With $5.7 million at 2,541 locations, Just My Luck broke lead actress Lindsay Lohan's winning streak—Confessions of a Teenage Drama Queen was her previous low at $9.4 million. The fantastical romantic comedy's debut was in the league of recent Hilary Duff and Olsen twins vehicles. Distributor 20th Century Fox's research suggested that 80 percent of moviegoers were female and 70 percent were under 25.
Goal! The Dream Begins ended its first weekend with $1.9 million at 1,007 venues. Soccer movies have never been particularly successful in America, and this one will go down as the least popular among those released nationwide.

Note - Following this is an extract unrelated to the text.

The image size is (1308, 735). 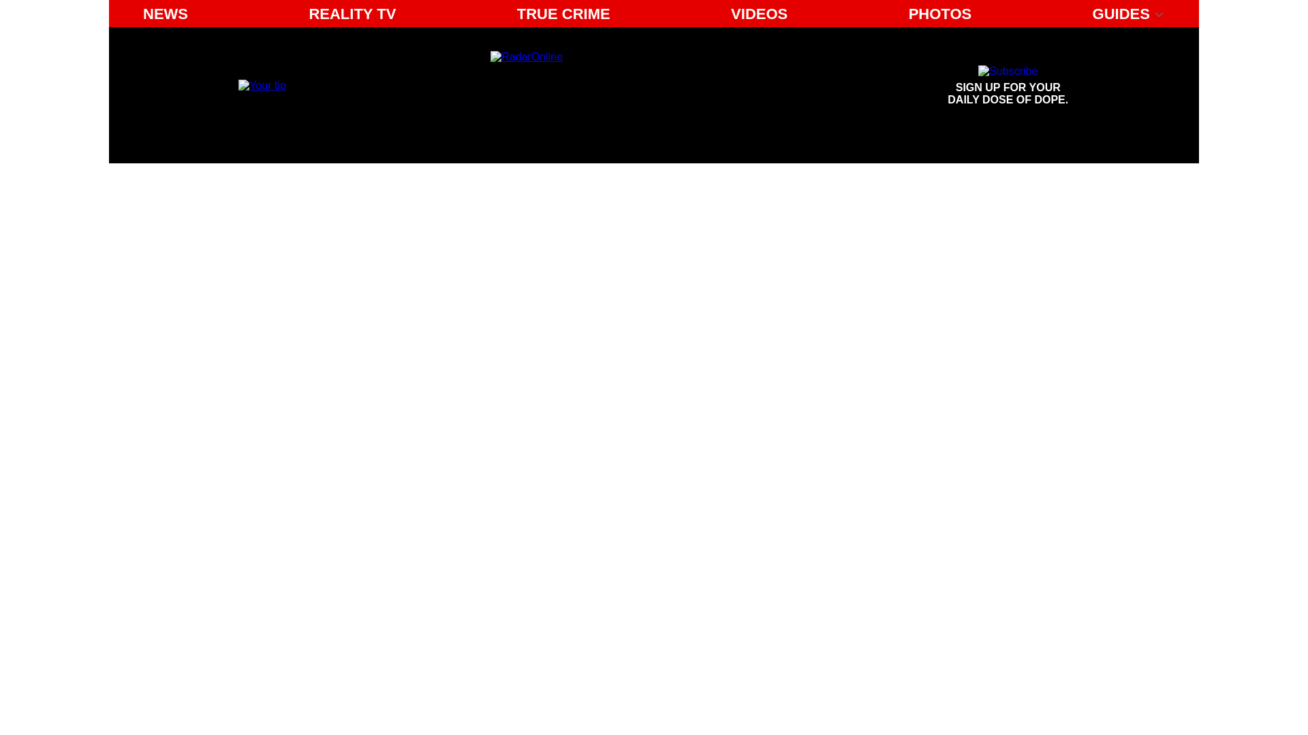 What do you see at coordinates (165, 14) in the screenshot?
I see `NEWS` at bounding box center [165, 14].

Among holdovers, RV, the market's most viable family alternative, racked up the best hold among wide releases for the second weekend in a row, easing 10 percent to $10 million. The Robin Williams comedy has traveled to $43.3 million in 17 days.
RELATED ARTICLES
• Scott Holleran - Disaster Movies of the 1970s
• Review - Poseidon
• Review - The Poseidon Adventure DVD
• Review - Goal! The Dream Begins
• 5/12/06 - Quantity Drives 2006 Box Office Past 2005
• 5/16/05 - 'Monster-in-Law' Claws to the Top (Same Weekend, Last Year)
RELATED CHARTS
• Disaster Pictures
• Soccer Pictures
• Weekend Box Office Results
NOTE: This report was originally written on Sunday, May 14 and was revised on Monday, May 15 with actual grosses.